Page 49 - Clarion February 2018
P. 49
Clarion Clippings - The Far Eastern News
THE EDITOR TOOK A HOLIDAY than the first experience suggests and practice
shows it’s not hard at all. In fact, when I make a
My older son lives in Hong Kong, working in
the reinsurance industry and keeping in touch stir fry at home, I eat it with chopsticks. Later in
via Skype and email. He’s very generous to his the holiday I tried century egg, a traditional dish
old chap and once a year flies me out to see the of a quail’s egg buried so that it doesn’t rot, then
most distant branch of the tribe. The recent unearthed and served with a sliced vegetable. I
journey to cover the New Year. took a second helping……
Catching a cold that went to my asthmatic The weather was not warm, but one Sunday
chest had me coughing and wheezing before I was spent on Lammas Island and we covered
left and a call to the Medical Centre had me seen some miles around the tourist walk. Halfway
by a doctor and issued with a penicillin course round there was a very basic roadside stall
within an hour. Great service. Then off to offering pineapple slices, chopped smaller to suit
Heathrow and the welcoming arms of Cathay the children. On a welcoming beach was a sign
Pacific for an eleven hour flight. A reasonably telling swimmers to stay away from the shark
roomy seat, films galore and very little sleep. prevention net that kept them safe.
Iain and his older daughter Sophie, coming up
for four years old, met me at the airport and
soon we were in their apartment on Prince of
Wales Road in Kowloon. Elena and two year old
Holly were waiting; they share Christmas Day as
their birthdays and there was some unloading of
presents to do.
Moving around this group of islands is easy. I
was handed a swipe card for the MTR system, so
could travel on metro, bus or ferry without
parting with cash. A lot of the time was spent in
line with domestic life, as Iain was working and
I don’t know the city well enough to travel far
on my own, though the metro station signs are
in both Chinese and English, a throwback to the
time when it was a British colony. One journey
to visit a recommended tailor was fine, and I Holly, Iain, Sophie and Elena. Kowloon behind.
found myself the only westerner in the carriage In such a busy, cosmopolitan place as this you
more than once. can eat food from most countries and Mexican
The tailor was very welcoming and I now own takeaways were an evening favourite, with local
a made to measure green blazer for business or Japanese beer. The cool weather was a
wear, but the days of cheap clothes made in HK surprise and one night I had trouble getting off
are long gone. The blazer cost several times what to sleep because it was so cold. The final meal
I paid for a cashmere overcoat, also made to was Chinese, the next table occupied by eight
measure, in Shanghai eight years ago. men, with three bottles of red wine lined up and
Breakfast with two active young ladies can be a bottle of Glenlivet produced early in the
a slow process among the diversions at home. So evening. I was at the airport at 8.00 next
we got into a brunch habit at a traditional morning for a 9.40 flight home, sad to leave such
Chinese restaurant in the nearby Moko shopping good people.
mall, where there were the usual selection of big We landed at Heathrow at 1.15, which meant a
name brands to damage your wallet. The normal civilised arrival home until the signs on M25
drink is tea or warm water - cold drinks are announced the M40 was closed at Oxford. With
regarded as unhealthy - and the food is served a diversion up the crowded A40, it took six
on dishes with a spoon to transfer to your own hours to reach Cleobury. The irony was turning
small bowl, from which you delicately pick out off M40 in a long jam and after 20 minutes
with chopsticks. They are much easier to use hearing on the radio that M40 was open again.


WORK TO BE COMPLETED – Could you reproduce all the entries under this sentence exactly, leaving the images aside?
───── INPUT RECORDS ─────
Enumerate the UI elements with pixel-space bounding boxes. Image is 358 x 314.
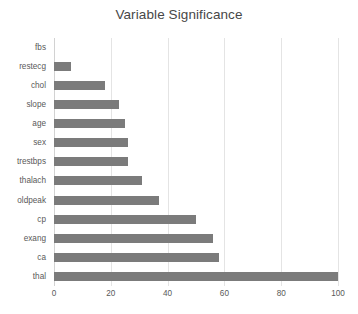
bar-slope [54, 100, 119, 109]
bar-row [54, 38, 338, 57]
y-axis-label-thal: thal [0, 267, 50, 286]
bar-row [54, 152, 338, 171]
y-axis-label-ca: ca [0, 248, 50, 267]
y-axis-label-cp: cp [0, 210, 50, 229]
bar-row [54, 95, 338, 114]
y-axis-label-sex: sex [0, 133, 50, 152]
gridline-100 [338, 38, 339, 286]
bar-row [54, 57, 338, 76]
bar-row [54, 229, 338, 248]
y-axis-label-thalach: thalach [0, 171, 50, 190]
bar-thalach [54, 176, 142, 185]
chart-screenshot: Variable Significance fbsrestecgcholslop… [0, 0, 358, 314]
bar-age [54, 119, 125, 128]
bar-row [54, 191, 338, 210]
bar-chol [54, 81, 105, 90]
y-axis-category-labels: fbsrestecgcholslopeagesextrestbpsthalach… [0, 38, 50, 286]
y-axis-label-chol: chol [0, 76, 50, 95]
y-axis-label-slope: slope [0, 95, 50, 114]
bar-exang [54, 234, 213, 243]
x-axis-tick-labels: 020406080100 [54, 289, 338, 303]
bar-row [54, 133, 338, 152]
bar-trestbps [54, 157, 128, 166]
bar-row [54, 267, 338, 286]
bar-cp [54, 215, 196, 224]
bar-oldpeak [54, 196, 159, 205]
bar-thal [54, 272, 338, 281]
bar-row [54, 76, 338, 95]
bar-ca [54, 253, 219, 262]
bar-row [54, 171, 338, 190]
x-axis-label-80: 80 [277, 289, 286, 298]
x-axis-label-20: 20 [106, 289, 115, 298]
plot-area [54, 38, 338, 286]
y-axis-label-trestbps: trestbps [0, 152, 50, 171]
bar-row [54, 248, 338, 267]
y-axis-label-oldpeak: oldpeak [0, 191, 50, 210]
x-axis-label-100: 100 [331, 289, 345, 298]
x-axis-label-40: 40 [163, 289, 172, 298]
chart-title: Variable Significance [0, 7, 358, 22]
y-axis-label-fbs: fbs [0, 38, 50, 57]
bar-restecg [54, 62, 71, 71]
x-axis-label-60: 60 [220, 289, 229, 298]
x-axis-label-0: 0 [52, 289, 57, 298]
bar-row [54, 210, 338, 229]
bar-row [54, 114, 338, 133]
y-axis-label-age: age [0, 114, 50, 133]
bar-series [54, 38, 338, 286]
y-axis-label-exang: exang [0, 229, 50, 248]
y-axis-label-restecg: restecg [0, 57, 50, 76]
bar-sex [54, 138, 128, 147]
─────
WRITTEN RESPONSE –
Enumerate the UI elements with pixel-space bounding boxes. Image is 358 x 314.
bar-slope [54, 100, 119, 109]
bar-row [54, 38, 338, 57]
y-axis-label-thal: thal [0, 267, 50, 286]
bar-row [54, 152, 338, 171]
y-axis-label-ca: ca [0, 248, 50, 267]
y-axis-label-cp: cp [0, 210, 50, 229]
bar-row [54, 95, 338, 114]
y-axis-label-sex: sex [0, 133, 50, 152]
gridline-100 [338, 38, 339, 286]
bar-row [54, 57, 338, 76]
bar-row [54, 229, 338, 248]
y-axis-label-thalach: thalach [0, 171, 50, 190]
bar-thalach [54, 176, 142, 185]
chart-screenshot: Variable Significance fbsrestecgcholslop… [0, 0, 358, 314]
bar-age [54, 119, 125, 128]
bar-row [54, 191, 338, 210]
bar-chol [54, 81, 105, 90]
y-axis-category-labels: fbsrestecgcholslopeagesextrestbpsthalach… [0, 38, 50, 286]
y-axis-label-chol: chol [0, 76, 50, 95]
y-axis-label-slope: slope [0, 95, 50, 114]
bar-exang [54, 234, 213, 243]
x-axis-tick-labels: 020406080100 [54, 289, 338, 303]
bar-row [54, 133, 338, 152]
bar-trestbps [54, 157, 128, 166]
bar-row [54, 267, 338, 286]
bar-cp [54, 215, 196, 224]
bar-oldpeak [54, 196, 159, 205]
bar-thal [54, 272, 338, 281]
bar-row [54, 76, 338, 95]
bar-ca [54, 253, 219, 262]
bar-row [54, 171, 338, 190]
x-axis-label-80: 80 [277, 289, 286, 298]
x-axis-label-20: 20 [106, 289, 115, 298]
plot-area [54, 38, 338, 286]
y-axis-label-trestbps: trestbps [0, 152, 50, 171]
bar-row [54, 248, 338, 267]
y-axis-label-oldpeak: oldpeak [0, 191, 50, 210]
x-axis-label-100: 100 [331, 289, 345, 298]
x-axis-label-40: 40 [163, 289, 172, 298]
chart-title: Variable Significance [0, 7, 358, 22]
y-axis-label-fbs: fbs [0, 38, 50, 57]
bar-restecg [54, 62, 71, 71]
x-axis-label-60: 60 [220, 289, 229, 298]
x-axis-label-0: 0 [52, 289, 57, 298]
bar-row [54, 210, 338, 229]
bar-row [54, 114, 338, 133]
y-axis-label-age: age [0, 114, 50, 133]
bar-series [54, 38, 338, 286]
y-axis-label-exang: exang [0, 229, 50, 248]
y-axis-label-restecg: restecg [0, 57, 50, 76]
bar-sex [54, 138, 128, 147]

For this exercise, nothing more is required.